In Greyboy , Cole Brown recounts with poignancy not only his search for an integrated Black identity to inhabit, but he sets out on a literary quest to expand the definition of Blackness altogether by teasing out the nuances of existing in-between the identities he and those in his world have been assigned. The essays before you offer beautifully constructed windows into the world of what it means to be, as he describes himself, a token in the age of Trump.

As a reader, I found myself smiling and nodding, feeling in my bones the relentless urgency of his mothers warnings each time he leaves her home. I rode the waves of self-betrayal when his belonging at the Black Table was at odds with his similarity to the preppy white kids he grew up withuntil, of course, life painfully reveals the lie of sameness we are sold. I laughed along as he fondly recounted the great loves of his life, remembering the days of my own First Love and how hard my young heart had fallen.

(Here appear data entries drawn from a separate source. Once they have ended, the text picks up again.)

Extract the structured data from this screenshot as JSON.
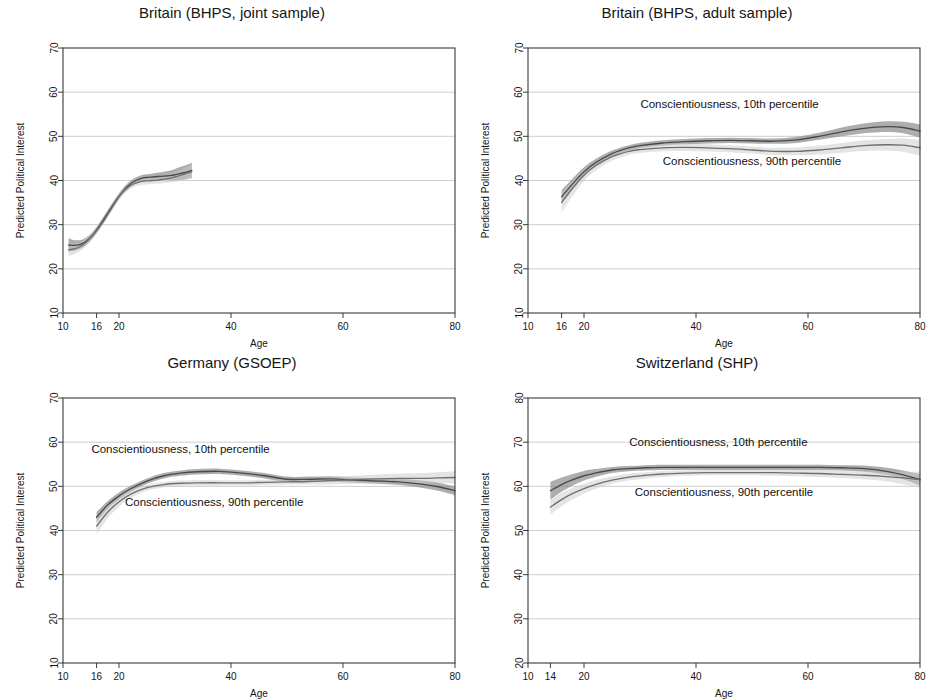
{
  "figure": {
    "axis_label_x": "Age",
    "axis_label_y": "Predicted Political Interest",
    "legend_low": "Conscientiousness, 10th percentile",
    "legend_high": "Conscientiousness, 90th percentile",
    "colors": {
      "line_low": "#4a4a4a",
      "line_high": "#6f6f6f",
      "band_low": "#8d8d8d",
      "band_high": "#c9c9c9",
      "grid": "#b9b9b9",
      "frame": "#3a3a3a",
      "background": "#ffffff"
    }
  },
  "chart_data": [
    {
      "type": "line",
      "panel": "top-left",
      "title": "Britain (BHPS, joint sample)",
      "xlabel": "Age",
      "ylabel": "Predicted Political Interest",
      "xlim": [
        10,
        80
      ],
      "ylim": [
        10,
        70
      ],
      "xticks": [
        10,
        16,
        20,
        40,
        60,
        80
      ],
      "yticks": [
        10,
        20,
        30,
        40,
        50,
        60,
        70
      ],
      "grid": true,
      "annotations": [],
      "x": [
        11,
        12,
        13,
        14,
        15,
        16,
        17,
        18,
        19,
        20,
        21,
        22,
        23,
        24,
        25,
        26,
        27,
        28,
        29,
        30,
        31,
        32,
        33
      ],
      "series": [
        {
          "name": "Conscientiousness, 10th percentile",
          "values": [
            25.4,
            25.3,
            25.5,
            26.1,
            27.2,
            28.7,
            30.5,
            32.5,
            34.5,
            36.4,
            38.0,
            39.2,
            40.0,
            40.5,
            40.7,
            40.8,
            40.9,
            41.0,
            41.1,
            41.3,
            41.6,
            41.9,
            42.3
          ],
          "ci_low": [
            23.9,
            24.1,
            24.5,
            25.2,
            26.4,
            28.0,
            29.8,
            31.8,
            33.8,
            35.7,
            37.3,
            38.5,
            39.3,
            39.8,
            40.0,
            40.0,
            40.0,
            40.0,
            40.0,
            40.0,
            40.1,
            40.3,
            40.6
          ],
          "ci_high": [
            26.9,
            26.5,
            26.5,
            27.0,
            28.0,
            29.4,
            31.2,
            33.2,
            35.2,
            37.1,
            38.7,
            39.9,
            40.7,
            41.2,
            41.4,
            41.6,
            41.8,
            42.0,
            42.2,
            42.6,
            43.1,
            43.5,
            44.0
          ]
        },
        {
          "name": "Conscientiousness, 90th percentile",
          "values": [
            24.3,
            24.5,
            25.0,
            25.9,
            27.2,
            28.9,
            30.8,
            32.8,
            34.7,
            36.4,
            37.8,
            38.8,
            39.4,
            39.8,
            39.9,
            40.0,
            40.1,
            40.3,
            40.5,
            40.8,
            41.2,
            41.6,
            42.0
          ],
          "ci_low": [
            22.9,
            23.3,
            24.0,
            25.0,
            26.4,
            28.2,
            30.1,
            32.1,
            34.0,
            35.7,
            37.1,
            38.1,
            38.7,
            39.0,
            39.1,
            39.2,
            39.3,
            39.4,
            39.5,
            39.7,
            40.0,
            40.2,
            40.4
          ],
          "ci_high": [
            25.7,
            25.7,
            26.0,
            26.8,
            28.0,
            29.6,
            31.5,
            33.5,
            35.4,
            37.1,
            38.5,
            39.5,
            40.1,
            40.6,
            40.7,
            40.8,
            40.9,
            41.2,
            41.5,
            41.9,
            42.4,
            43.0,
            43.6
          ]
        }
      ]
    },
    {
      "type": "line",
      "panel": "top-right",
      "title": "Britain (BHPS, adult sample)",
      "xlabel": "Age",
      "ylabel": "Predicted Political Interest",
      "xlim": [
        10,
        80
      ],
      "ylim": [
        10,
        70
      ],
      "xticks": [
        10,
        16,
        20,
        40,
        60,
        80
      ],
      "yticks": [
        10,
        20,
        30,
        40,
        50,
        60,
        70
      ],
      "grid": true,
      "annotations": [
        {
          "text": "Conscientiousness, 10th percentile",
          "x": 46,
          "y": 56.5
        },
        {
          "text": "Conscientiousness, 90th percentile",
          "x": 50,
          "y": 43.5
        }
      ],
      "x": [
        16,
        18,
        20,
        22,
        25,
        28,
        30,
        34,
        38,
        42,
        46,
        50,
        54,
        58,
        62,
        66,
        70,
        74,
        77,
        80
      ],
      "series": [
        {
          "name": "Conscientiousness, 10th percentile",
          "values": [
            36.3,
            39.3,
            42.0,
            44.0,
            46.1,
            47.4,
            47.9,
            48.5,
            48.8,
            49.0,
            49.1,
            49.0,
            48.9,
            49.2,
            50.0,
            51.0,
            51.8,
            52.2,
            52.0,
            51.2
          ],
          "ci_low": [
            34.8,
            38.1,
            41.0,
            43.2,
            45.4,
            46.8,
            47.3,
            47.9,
            48.2,
            48.4,
            48.5,
            48.4,
            48.3,
            48.5,
            49.2,
            50.0,
            50.7,
            51.0,
            50.7,
            49.7
          ],
          "ci_high": [
            37.8,
            40.5,
            43.0,
            44.8,
            46.8,
            48.0,
            48.5,
            49.1,
            49.4,
            49.6,
            49.7,
            49.6,
            49.5,
            49.9,
            50.8,
            52.0,
            52.9,
            53.4,
            53.3,
            52.7
          ]
        },
        {
          "name": "Conscientiousness, 90th percentile",
          "values": [
            35.0,
            38.3,
            41.2,
            43.3,
            45.4,
            46.6,
            47.0,
            47.4,
            47.5,
            47.4,
            47.2,
            46.9,
            46.6,
            46.6,
            46.9,
            47.4,
            47.9,
            48.1,
            48.0,
            47.4
          ],
          "ci_low": [
            32.8,
            36.6,
            39.9,
            42.2,
            44.5,
            45.8,
            46.2,
            46.6,
            46.7,
            46.6,
            46.4,
            46.1,
            45.8,
            45.7,
            45.9,
            46.3,
            46.7,
            46.8,
            46.5,
            45.6
          ],
          "ci_high": [
            37.2,
            40.0,
            42.5,
            44.4,
            46.3,
            47.4,
            47.8,
            48.2,
            48.3,
            48.2,
            48.0,
            47.7,
            47.4,
            47.5,
            47.9,
            48.5,
            49.1,
            49.4,
            49.5,
            49.2
          ]
        }
      ]
    },
    {
      "type": "line",
      "panel": "bottom-left",
      "title": "Germany (GSOEP)",
      "xlabel": "Age",
      "ylabel": "Predicted Political Interest",
      "xlim": [
        10,
        80
      ],
      "ylim": [
        10,
        70
      ],
      "xticks": [
        10,
        16,
        20,
        40,
        60,
        80
      ],
      "yticks": [
        10,
        20,
        30,
        40,
        50,
        60,
        70
      ],
      "grid": true,
      "annotations": [
        {
          "text": "Conscientiousness, 10th percentile",
          "x": 31,
          "y": 57.5
        },
        {
          "text": "Conscientiousness, 90th percentile",
          "x": 37,
          "y": 45.5
        }
      ],
      "x": [
        16,
        18,
        20,
        22,
        25,
        28,
        31,
        34,
        38,
        42,
        46,
        50,
        54,
        58,
        62,
        66,
        70,
        74,
        77,
        80
      ],
      "series": [
        {
          "name": "Conscientiousness, 10th percentile",
          "values": [
            43.0,
            45.8,
            47.8,
            49.4,
            51.2,
            52.4,
            53.0,
            53.3,
            53.4,
            53.0,
            52.4,
            51.6,
            51.6,
            51.7,
            51.4,
            51.2,
            51.0,
            50.5,
            49.9,
            49.0
          ],
          "ci_low": [
            41.8,
            44.9,
            47.0,
            48.7,
            50.6,
            51.8,
            52.4,
            52.7,
            52.8,
            52.4,
            51.8,
            51.0,
            51.0,
            51.1,
            50.8,
            50.6,
            50.3,
            49.7,
            49.0,
            48.0
          ],
          "ci_high": [
            44.2,
            46.7,
            48.6,
            50.1,
            51.8,
            53.0,
            53.6,
            53.9,
            54.0,
            53.6,
            53.0,
            52.2,
            52.2,
            52.3,
            52.0,
            51.8,
            51.7,
            51.3,
            50.8,
            50.0
          ]
        },
        {
          "name": "Conscientiousness, 90th percentile",
          "values": [
            41.0,
            44.2,
            46.5,
            48.2,
            49.7,
            50.4,
            50.7,
            50.8,
            50.8,
            50.8,
            50.9,
            51.0,
            51.1,
            51.3,
            51.5,
            51.7,
            51.8,
            51.8,
            51.9,
            52.0
          ],
          "ci_low": [
            39.2,
            42.8,
            45.4,
            47.3,
            49.0,
            49.8,
            50.1,
            50.2,
            50.2,
            50.2,
            50.3,
            50.4,
            50.4,
            50.5,
            50.6,
            50.7,
            50.8,
            50.7,
            50.7,
            50.6
          ],
          "ci_high": [
            42.8,
            45.6,
            47.6,
            49.1,
            50.4,
            51.0,
            51.3,
            51.4,
            51.4,
            51.4,
            51.5,
            51.6,
            51.8,
            52.1,
            52.4,
            52.7,
            52.9,
            53.0,
            53.2,
            53.4
          ]
        }
      ]
    },
    {
      "type": "line",
      "panel": "bottom-right",
      "title": "Switzerland (SHP)",
      "xlabel": "Age",
      "ylabel": "Predicted Political Interest",
      "xlim": [
        10,
        80
      ],
      "ylim": [
        20,
        80
      ],
      "xticks": [
        10,
        14,
        20,
        40,
        60,
        80
      ],
      "yticks": [
        20,
        30,
        40,
        50,
        60,
        70,
        80
      ],
      "grid": true,
      "annotations": [
        {
          "text": "Conscientiousness, 10th percentile",
          "x": 44,
          "y": 69.2
        },
        {
          "text": "Conscientiousness, 90th percentile",
          "x": 45,
          "y": 57.8
        }
      ],
      "x": [
        14,
        16,
        18,
        20,
        22,
        25,
        28,
        31,
        34,
        38,
        42,
        46,
        50,
        54,
        58,
        62,
        66,
        70,
        74,
        77,
        80
      ],
      "series": [
        {
          "name": "Conscientiousness, 10th percentile",
          "values": [
            59.0,
            60.4,
            61.5,
            62.4,
            63.0,
            63.7,
            64.0,
            64.2,
            64.3,
            64.3,
            64.3,
            64.3,
            64.3,
            64.3,
            64.3,
            64.3,
            64.2,
            64.0,
            63.4,
            62.6,
            61.5
          ],
          "ci_low": [
            57.0,
            58.8,
            60.2,
            61.3,
            62.1,
            63.0,
            63.4,
            63.6,
            63.7,
            63.7,
            63.7,
            63.7,
            63.7,
            63.7,
            63.7,
            63.7,
            63.6,
            63.3,
            62.6,
            61.6,
            60.2
          ],
          "ci_high": [
            61.0,
            62.0,
            62.8,
            63.5,
            63.9,
            64.4,
            64.6,
            64.8,
            64.9,
            64.9,
            64.9,
            64.9,
            64.9,
            64.9,
            64.9,
            64.9,
            64.8,
            64.7,
            64.2,
            63.6,
            62.8
          ]
        },
        {
          "name": "Conscientiousness, 90th percentile",
          "values": [
            55.3,
            57.0,
            58.4,
            59.5,
            60.4,
            61.4,
            62.1,
            62.5,
            62.8,
            63.0,
            63.1,
            63.1,
            63.1,
            63.1,
            63.0,
            62.9,
            62.7,
            62.5,
            62.2,
            61.9,
            61.5
          ],
          "ci_low": [
            53.6,
            55.5,
            57.1,
            58.4,
            59.4,
            60.6,
            61.3,
            61.8,
            62.1,
            62.4,
            62.5,
            62.5,
            62.5,
            62.4,
            62.3,
            62.1,
            61.9,
            61.6,
            61.1,
            60.5,
            59.7
          ],
          "ci_high": [
            57.0,
            58.5,
            59.7,
            60.6,
            61.4,
            62.2,
            62.9,
            63.2,
            63.5,
            63.6,
            63.7,
            63.7,
            63.7,
            63.8,
            63.7,
            63.7,
            63.5,
            63.4,
            63.3,
            63.3,
            63.3
          ]
        }
      ]
    }
  ]
}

As a Black writer all too familiar with occupying white spaces, I presume one reason I was trusted to write this message to you is that in my book, More Than Enough: Claiming Space For Who You AreNo Matter What They Say , I, too, reflect on growing up in a near-constant state of whiteness only to enter adulthood grappling with what it means to find myself more often than not as The Only in room. The token Black friend. The token Black body in the office. Or, as the great Shonda Rhimes cleverly coined us across industry: F.O.D.s (First. Only. Different.).

It is hard to miss the many parallels between our experiences. Though in as many ways as our stories are similar, they diverge primarily on the fundamental characteristics of gender and of a certain socioeconomic privilege. However, even in these seemingly narrow divides between two otherwise similar millennials lies a multitude of nuanced experiences that defy any notion of a monolithic Black identity. As one of the many titles he considered for this book suggests, Black Boy, Silver Spoon (which I happened to like), Cole comes from a world of privilege that I wasnt exposed to until well after college. A biracial Black girl who grew up in a working-class white town in California, I did not summer on Marthas Vineyard, nor did I have access to private school education, or the elite Jack and Jill circles he was born into. And yet, I relate deeply to the in-betweenness that Cole writes about.

I have always believed in and championed young voices for their ability to convey something about the world that we might not otherwise see. While his adult life is only just beginning, Coles writings chart a specific kind of coming of age that explores the arc of coming into ones consciousness and finding a voice of ones own. A voice that, for the first time, strives to articulate itself without compromise, while embracing all the competing parts that make up its whole. This is a story of one young mans journey to develop and define a strong, affirmed Black identity in a world that wanted to define that for him. I, for one, find that to be a very brave and important act.

A N OTE

T O THIS DAY , I wrestle with what to call the thing youre holding, how best to convey what it contains. It isnt a memoir, though its often about me. It isnt a study, though its often about others as well. It isnt an anthology, though it has much of that same stitched-together, patchwork appearance. It isnt academic, objective, or authoritative.